Pope Francis created his first batch of new cardinals on Saturday and used the ceremony to launch a new appeal for peace amid the violence racking so many countries.
Francis focused his remarks on the plight of Christians, but in an extemporaneous addition to his prepared text he also called on the church “to fight any discrimination” and “exclusion.”
“The church needs your compassion, especially at this time of pain and suffering for so many countries throughout the world,” Francis told the 18 new cardinals who were present in St. Peter’s Basilica, along with hundreds of other cardinals and bishops whose colorful vestments and diverse origins offered a grand tableau of global Catholicism.
Gay rights are colliding with religious rights in states like Arizona and Kansas as the national debate over gay marriage morphs into a fight over the dividing line between religious liberty and anti-gay discrimination.
More broadly, the fight mirrors the national debate on whether the religious rights of business owners also extend to their for-profit companies. Next month, the U.S. Supreme Court will decide whether companies like Hobby Lobby must provide contraceptive services that their owners consider immoral.
The Arizona bill, which is headed to Gov. Jan Brewer’s desk for her signature, would allow people who object to same-sex marriage to use their religious beliefs as a defense in a discrimination lawsuit.
There have been recent talks about increasing the federal minimum wage. However, there is a group of waged workers that is often overlooked in this debate: tipped workers. They are subject to the “tipped minimum wage” — $2.13 an hour. In fact, it has been 22 years since Congress raised the “tipped minimum wage.” According to federal laws, if a waitress or waiter makes more than $30 a month in tips, they can be subject to these wages. Out of the 50 states, 18 of these states pay servers $2.13 an hour, 22 of these states pay servers less than $3.00 an hour, and only seven pay them the federal minimum wage. Due to these unfair wages, it is estimated that servers are three times as likely to live in poverty.
Foreign law bans are back.
For the fourth year running, Florida is trying to outlaw the use of foreign and international law in state courts. Missouri has mounted another attempt to pass an anti-foreign law measure after last year’s effort was vetoed by Gov. Jay Nixon. The bans also have crept farther north, making a debut in Vermont.
These laws, which have passed in seven states, are the brainchild of anti-Muslim activists bent on spreading the illusory fear that Islamic laws and customs (also known as Shariah) are taking over American courts. This fringe movement shifted its focus to all foreign laws after a federal court struck down an Oklahoma ban explicitly targeting Shariah as discriminatory toward Muslims.

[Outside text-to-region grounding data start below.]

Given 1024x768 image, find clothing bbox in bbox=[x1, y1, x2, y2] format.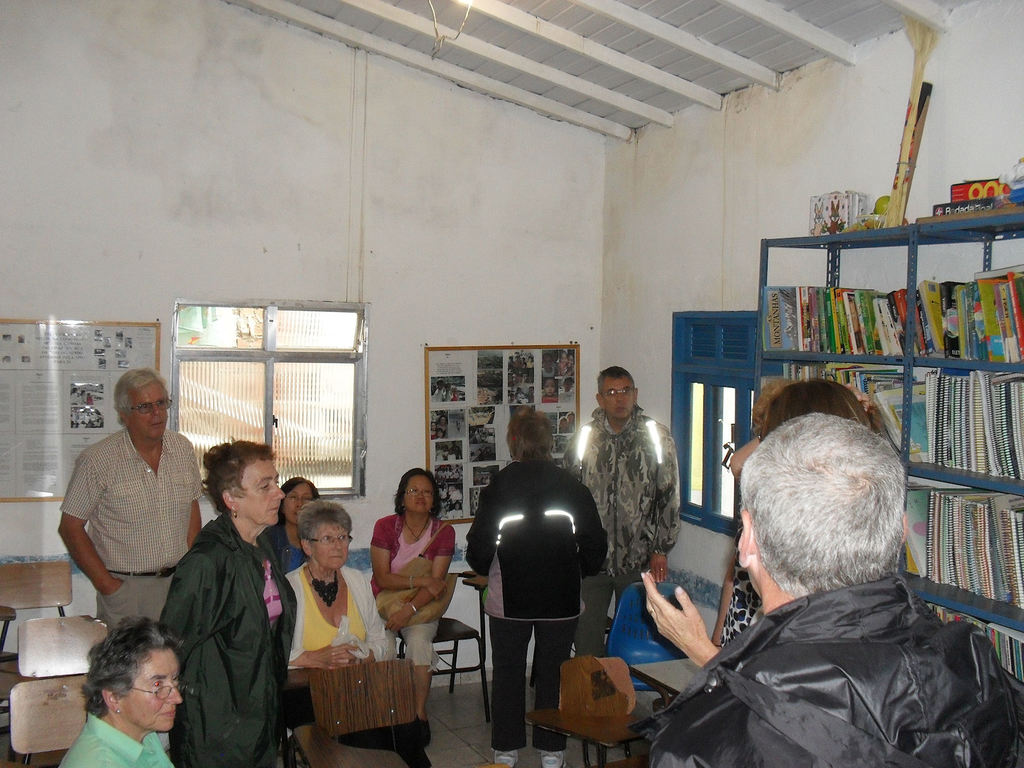
bbox=[150, 468, 280, 767].
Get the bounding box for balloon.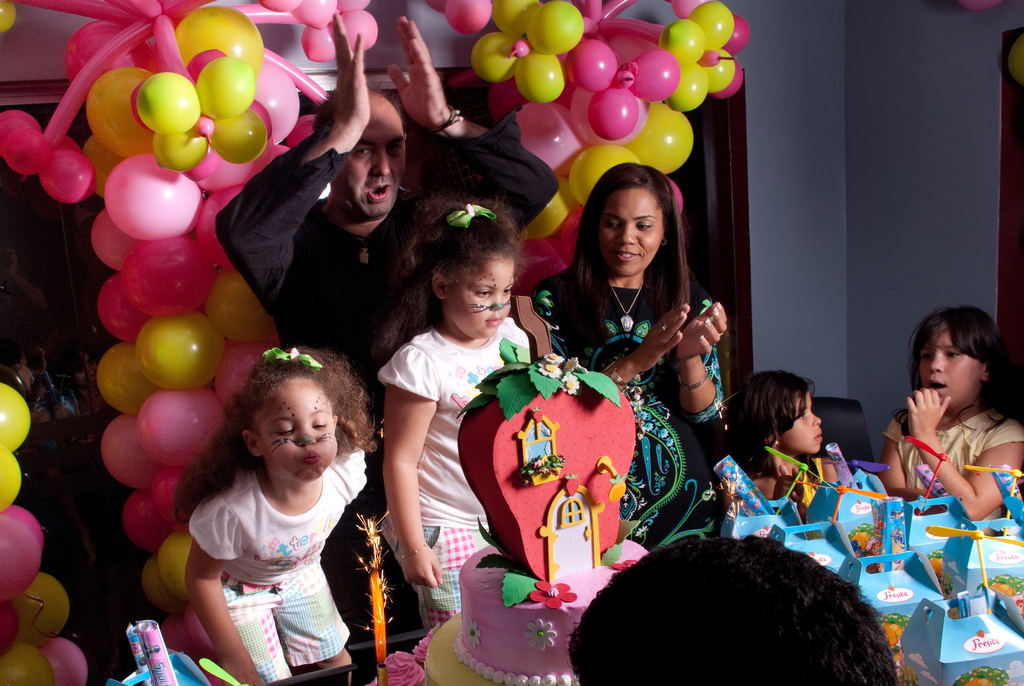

As Pope Francis led the world’s cardinals in talks aimed at shifting the church’s emphasis from following rules to preaching mercy, a senior American cardinal took to the pages of the Vatican newspaper on Friday to reassure conservatives that Francis remains opposed to abortion and gay marriage.
Cardinal Raymond Burke acknowledged that the pope has said the church “cannot insist only on issues related to abortion, gay marriage, and the use of contraceptive methods.” But in his toughly worded column in L’Osservatore Romano, the former archbishop of St. Louis blasted those “whose hearts are hardened against the truth” for trying to twist Francis’ words to their own ends.
Burke, an outspoken conservative who has headed the Vatican’s highest court since 2008, said Francis in fact strongly backs the church’s teaching on those topics. He said the pope is simply trying to find ways to convince people to hear the church’s message despite the “galloping de-Christianization in the West.”
The words “Christian” and “horror movie” rarely appear in the same sentence, much less in the same film’s promotional material.
Yet that’s exactly what Tim Chey, writer and director of “Final: The Rapture,” does to promote his picture in its city-by-city rollout.
As the movie’s poster promises: “When the Rapture strikes … all of hell will break loose.”
In an interview outside the Orlando, Fla., multiplex where his film is playing on a Sunday afternoon, Chey said he’s comfortable with the Christian horror movie label, or even “Christian disaster movie.”
In an unusually informal video made on a smartphone held by a Pentecostal pastor, Pope Francis called on all Christians to set aside their differences, explaining his “longing” for Christian unity.
The seven-minute video, which was posted on YouTube, was made during a Jan. 14 meeting with Anthony Palmer, a bishop and international ecumenical officer with the independent Communion of Evangelical Episcopal Churches. Italian news reports say that the pope and Palmer knew each other when Francis served as the archbishop of Buenos Aires.
In his remarks, part of a 45-minute video, Francis said, in Italian, that all Christians are to blame for their divisions and that he prays to the Lord “that he will unite us all.”